Ditch the Political Gamesmanship -- How Entrepreneurship Can Fix Healthcare

After a highly publicized failure to repeal Obamacare in March, Republican leaders have repeatedly said the battle is not over. President Donald Trump continues to push lawmakers to negotiate changes to the 2010 healthcare law, though it’s not clear whether any legislation will have enough support to usurp the Affordable Care Act.

Instead of trying to replace Obamacare with a different version, we should let entrepreneurs play a prominent role in fixing our broken healthcare system.

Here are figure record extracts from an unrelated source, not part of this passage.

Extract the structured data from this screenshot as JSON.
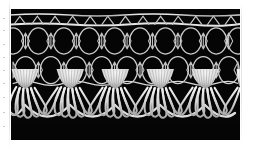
{
  "page": {
    "background_color": "#ffffff",
    "width": 253,
    "height": 150
  },
  "photo": {
    "name": "lace-trim-photograph",
    "alt_text": "White lace trim with honeycomb mesh net and five scalloped fan tassels on a black background",
    "background_color": "#050505",
    "thread_color": "#e8e8e8",
    "thread_shadow_color": "#9a9a9a",
    "frame": {
      "x": 11,
      "y": 9,
      "width": 229,
      "height": 131
    },
    "subject": "lace trim sample",
    "technique": "bobbin lace"
  },
  "lace": {
    "header_band": {
      "name": "straight-heading-band",
      "rail_count": 2,
      "rail_y": [
        6,
        15
      ],
      "node_count": 13,
      "node_spacing": 17.6
    },
    "mesh": {
      "name": "honeycomb-mesh-net",
      "ring_rows": 2,
      "ring_row_y": [
        32,
        62
      ],
      "rings_per_row": 9,
      "ring_spacing": 25.4,
      "ring_radius_x": 11,
      "ring_radius_y": 13,
      "connector_name": "bowtie-connector",
      "connector_count": 18
    },
    "scallops": {
      "name": "fan-tassel-row",
      "count": 5,
      "centers_x": [
        14,
        59,
        104,
        149,
        194
      ],
      "spacing": 45,
      "head_top_y": 60,
      "head_width": 30,
      "head_height": 18,
      "petal_count": 7,
      "petal_bottom_y": 118,
      "rib_count": 11
    },
    "ground_arcs": {
      "name": "connecting-arc",
      "count": 4,
      "dip_depth": 12
    }
  },
  "margin_artifacts": {
    "name": "scan-edge-speckle",
    "count": 9,
    "positions_y": [
      18,
      30,
      44,
      57,
      70,
      83,
      97,
      112,
      126
    ],
    "color": "#c9c9c9"
  }
}
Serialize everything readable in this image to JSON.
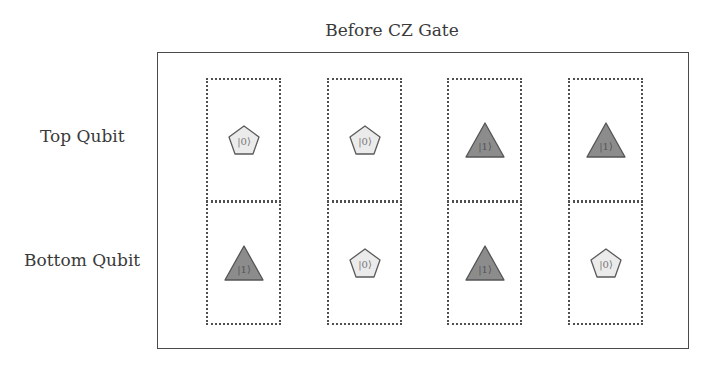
{
  "title": "Before CZ Gate",
  "row_labels": {
    "top": "Top Qubit",
    "bottom": "Bottom Qubit"
  },
  "colors": {
    "zero_fill": "#ebebeb",
    "zero_stroke": "#5a5a5a",
    "one_fill": "#8c8c8c",
    "one_stroke": "#555555",
    "frame": "#4a4a4a",
    "dotted": "#505050"
  },
  "legend_shapes": {
    "zero": "pentagon-icon",
    "one": "triangle-icon"
  },
  "columns": [
    {
      "top": {
        "state": "|0⟩",
        "shape": "pentagon"
      },
      "bottom": {
        "state": "|1⟩",
        "shape": "triangle"
      }
    },
    {
      "top": {
        "state": "|0⟩",
        "shape": "pentagon"
      },
      "bottom": {
        "state": "|0⟩",
        "shape": "pentagon"
      }
    },
    {
      "top": {
        "state": "|1⟩",
        "shape": "triangle"
      },
      "bottom": {
        "state": "|1⟩",
        "shape": "triangle"
      }
    },
    {
      "top": {
        "state": "|1⟩",
        "shape": "triangle"
      },
      "bottom": {
        "state": "|0⟩",
        "shape": "pentagon"
      }
    }
  ]
}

Politicians have overlooked entrepreneurship as a healthcare solution because of an obvious bias against the market. As healthcare has evolved from a local and distributed service to its current highly centralized form, many people have assumed entrepreneurs and small businesses cannot provide these services. This centralization into huge hospitals and insurance companies is the result of regulations the government has placed on the industry. The enormous threshold to entering the market also means that incumbents don’t face a lot of competition.

But entrepreneurship hasn’t been a part of this discussion, and the stagnant healthcare field is in desperate need of innovation. Surely the brightest, most inventive minds in the world can help modernize this idle industry.

A distinct lack of innovation

Our healthcare industry is outright hostile toward entrepreneurs, pushing away people with skills, expertise and novel ideas in favor of tried-and-true methods. In market-based industries, anyone who invents a better way of doing something — or a completely new product — can start a business and compete with the incumbents. This is impossible in healthcare.

Entrepreneurs don’t choose an industry because it’s profitable; they typically have experience in their field that helps them recognize the opportunity to improve things. In healthcare, for example, we might expect innovations courtesy of specialists, general physicians, nurses and administrators.

Yet if these would-be entrepreneurs do not pursue their ideas, society loses out on that progress. Consequently, consumers will not enjoy improved procedures, treatments or medications. These ideas will remain unrealized (I wrote a book on this subject: The Seen, the Unseen, and the Unrealized) but won’t be considered a loss, because they technically never existed in the first place. This lost potential is the true cost of not allowing healthcare to be entrepreneurial, and as a result, people suffer or even die because innovations never materialize.

How to carve out a niche in healthcare

Our healthcare system is so regulated that there’s no way for entrepreneurs to simply enter the market and compete. Accordingly, they’re unable to offer novel treatments or perspectives that aren’t licensed.